The Company

Applied Digital (NASDAQ: APLD) designs, develops and operates high-power, next-generation data center infrastructure across North America. The business historically focused on power-intensive blockchain/mining colocation but has pivoted toward AI, HPC and hyperscale data center hosting — building large, high-density campuses (notably in North Dakota) and leasing capacity to cloud/neocloud and compute customers.


Financials

  • Revenue (FY ended May 31, 2025): ~$144.2 million (continuing operations).
  • Data-center operating results: The Data Center Hosting segment generated ~$142.3M of the company’s FY2025 revenue and produced positive segment operating profit (≈$63.9M). The HPC/other segments were not material to revenue in FY2025.
  • Net result: The company reported a net loss for FY2025 (driven largely by non-cash losses on debt fair-value / conversion and financing items).
  • Balance sheet / cash: Material capital spending in FY2025 (hundreds of millions) to build Polaris Forge 1; restricted cash and construction funds increased materially as projects progressed. Applied Digital Corporation+1

(Note: above figures are the company’s FY2025 disclosures — see the 10-K for line-by-line detail.) Applied Digital Corporation


Bull Case

  • Massive contracts for long term data center leases being signed with several hyperscalers as the race to build AI infrastructure heats up.
  • Potential new deal announcements with 3 hyperscalers.
  • 1 Hyperscaler deal is imminent for the Polaris Forge 2 site. Initial contract will be for 200MW growing to a long term lease for the entire 1GW.

Bookings

CustomerAnnounce date (public)Capacity (MW)Duration (term)Reported contract value / revenue (announced)
CoreWeave — initial leasesJune 2, 2025 (press release)250 MW (Polaris Forge 1)~15 years (two ~15-yr leases)≈ $7.0 billion total over the ~15-yr term.
CoreWeave — additional lease (expansion)Aug 29, 2025 (press release)+150 MW (additional at Polaris Forge 1)~15 years (same/parallel long-term structure)≈ $4.0 billion (announced incremental value) — brings total anticipated CoreWeave-contracted revenue to ≈ $11.0 billion for 400 MW.
Marathon Digital Holdings (Marathon)July 12 / July 18, 2022 (company announcements)~200 MW (Applied supplied ~90 MW in Texas + ~110 MW in ND; option to increase)5 years (hosting contract announced as five-year)Not disclosed (company announced the 5-yr, ~200 MW hosting contract but did not publish a total contract dollar value).
Unnamed Hyperscaler 1Oct 2025Advanced talks for 200MW of Polaris Forge 2 and all of the 1GW in the futureIn advanced direct discussions with a hyperscaler
Unnamed Hyperscaler 2Oct 2025Discussions regarding a new site
Unnamed Hyperscaler 3Oct 2025Discussions regarding a new site

TAM / CAGR

Applied Digital competes in the market for AI / high-performance data center infrastructure and high-density colocation.
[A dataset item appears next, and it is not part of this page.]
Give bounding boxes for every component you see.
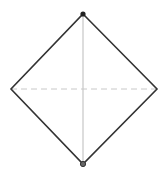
bottom-vertex-point[interactable] <box>80 161 85 166</box>
top-vertex-point[interactable] <box>80 11 85 16</box>
diamond-diagram <box>0 0 165 176</box>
Recent industry estimates place the global AI-data-center / AI infrastructure market in the low-hundreds of billions of dollars in the mid-2020s with very high growth — for example one widely-published estimate projects a ~$236B market in 2025 growing to ~$934B by 2030 (CAGR ≈ 31.6%) (AI-data-center market).
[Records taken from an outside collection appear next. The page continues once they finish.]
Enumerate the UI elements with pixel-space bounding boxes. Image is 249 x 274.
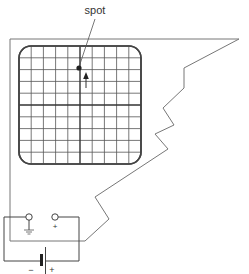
spot-label: spot	[85, 4, 106, 16]
positive-terminal-label: +	[53, 222, 58, 231]
ground-icon	[24, 230, 34, 234]
battery-minus-label: −	[28, 265, 33, 274]
ground-terminal	[24, 214, 34, 234]
spot	[76, 65, 81, 70]
oscilloscope-diagram: spot +	[0, 0, 249, 274]
battery-icon	[40, 247, 46, 274]
diagram-svg: spot +	[0, 0, 249, 274]
battery-plus-label: +	[49, 265, 54, 274]
positive-terminal: +	[52, 214, 58, 231]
APLD Management shared that hyperscalers are estimated to spend 350 Bill$ on datacenters in 2025 alone.


Products

Applied Digital offers low power usage effectiveness (PUE) for it’s data centers, a metric that measures how much electricity is consumed by a data center.
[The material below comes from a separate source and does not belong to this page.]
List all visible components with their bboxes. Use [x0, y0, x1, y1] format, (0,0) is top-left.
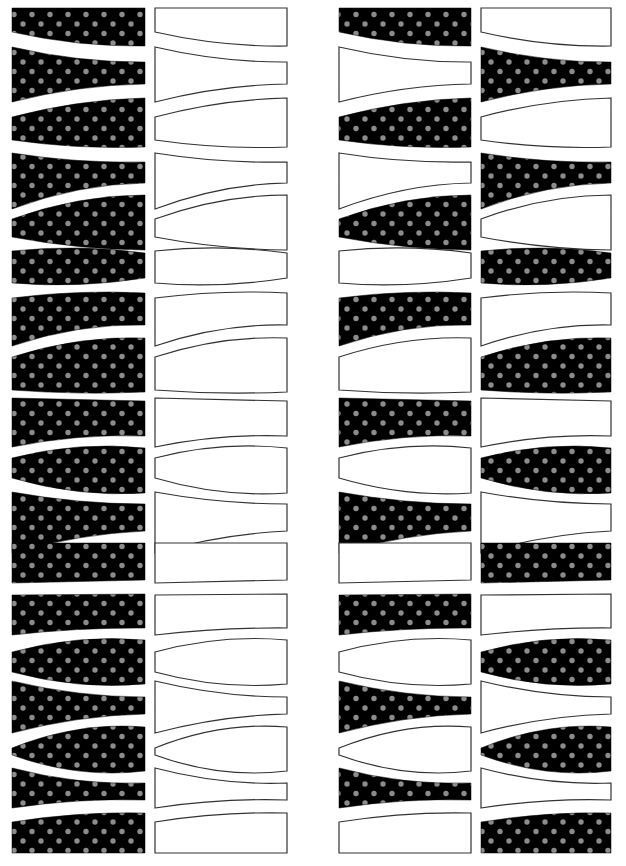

Product / ServiceWhat it is (brief)FY2025 % of reported revenue (approx.)
Data Center Hosting (blockchain & colocation)Energized space, power and ops for customer-owned compute (historically crypto miners; increasingly HPC/AI tenants).~98.7% (Data Center Hosting revenue $142,267k of total $144,193k).
Related-party / Other (small contracts, legacy services)Smaller legacy/related-party contracts and miscellaneous receipts.~1.3%.


Business Model

Applied Digital is essentially a developer/operator of high-density, low-cost-power data center campuses that monetizes through long-term leases and hosting contracts. Key elements: (1) develop and build high-power campuses (capex-heavy), (2) sign multi-year leases or pay-in-advance hosting agreements with high-compute tenants (crypto miners historically; increasingly AI/neocloud and HPC providers), (3) retain operational service revenue (maintenance, energy pass-throughs, operations) and (4) pursue financing and strategic partnerships (e.g., institutional/sovereign capital or strategic investors) to fund construction. The company has pursued sale/REIT-like transitions and large strategic lease deals to convert capex into contracted future cash flows. Applied Digital Corporation+1


Customers

  • CoreWeave — a marquee AI/neocloud customer: Applied Digital signed multi-building, 15-year lease agreements to deliver large blocks (initially 250 MW) of IT load to CoreWeave at the Ellendale (Polaris Forge 1) campus, a deal the company has characterized as worth multiple billions over the term.
  • Crypto-mining firms / customer-owned hardware — historically the core customer base for the Data Center Hosting business (customer hardware colocated in APLD facilities under multi-year hosting agreements).
  • Emerging HPC / hyperscaler relationships — Applied Digital is actively courting and contracting with AI/HPC cloud providers and specialized GPU/cloud firms (beyond CoreWeave) as it repurposes capacity toward AI workloads.

Competitors

Applied Digital competes in the high-power, hyperscale / AI-optimized data-center and colocation market. Top peers with directly overlapping offerings include:

  1. Digital Realty (DLR)— global data-center REIT with large hyperscale and colocation footprint (competes for large enterprise and cloud leases; also evolving toward AI-optimized capacity). MarketsandMarkets
  2. Equinix (EQIX)— global interconnection and colocation leader; competes for high-density enterprise, cloud and hybrid workloads and is adding AI-focused offerings. Yahoo Finance
  3. QTS / CyrusOne / other U.S. colocation REITs (pick one as peer depending on context) — large U.S. colocation operators that bid for similar tenants and large lease deals (e.g., QTS, CyrusOne, and other regional data-center developers). These firms are the typical direct rivals when negotiating long-term capacity leases with cloud or enterprise customers. phoenixNAP | Global IT Services+1

Competition also comes indirectly from the hyperscalers — AWS/Microsoft/Google/Meta — which build their own facilities and from GPU-specialist neoclouds that may combine owned infrastructure with leased capacity.


Founding History

  • The corporate entity traded as Applied Blockchain, Inc. during its earlier public life and rebranded to Applied Digital Corporation in November 2022 as the company broadened beyond blockchain/mining into broader HPC and AI infrastructure. The current operating pivot and growth phase traces to management actions around 2020–2022 when the company began large-scale North Dakota campus development and shifted strategy toward high-density compute hosting. Wes (Wesley) Cummins is a founder/co-founder and serves as Chairman and CEO; Jason Zhang has also been a principal early executive. Over the 2022–2025 period the company raised significant outside capital (including large commitments / investments and strategic financings) to fund Polaris Forge and other high-power sites.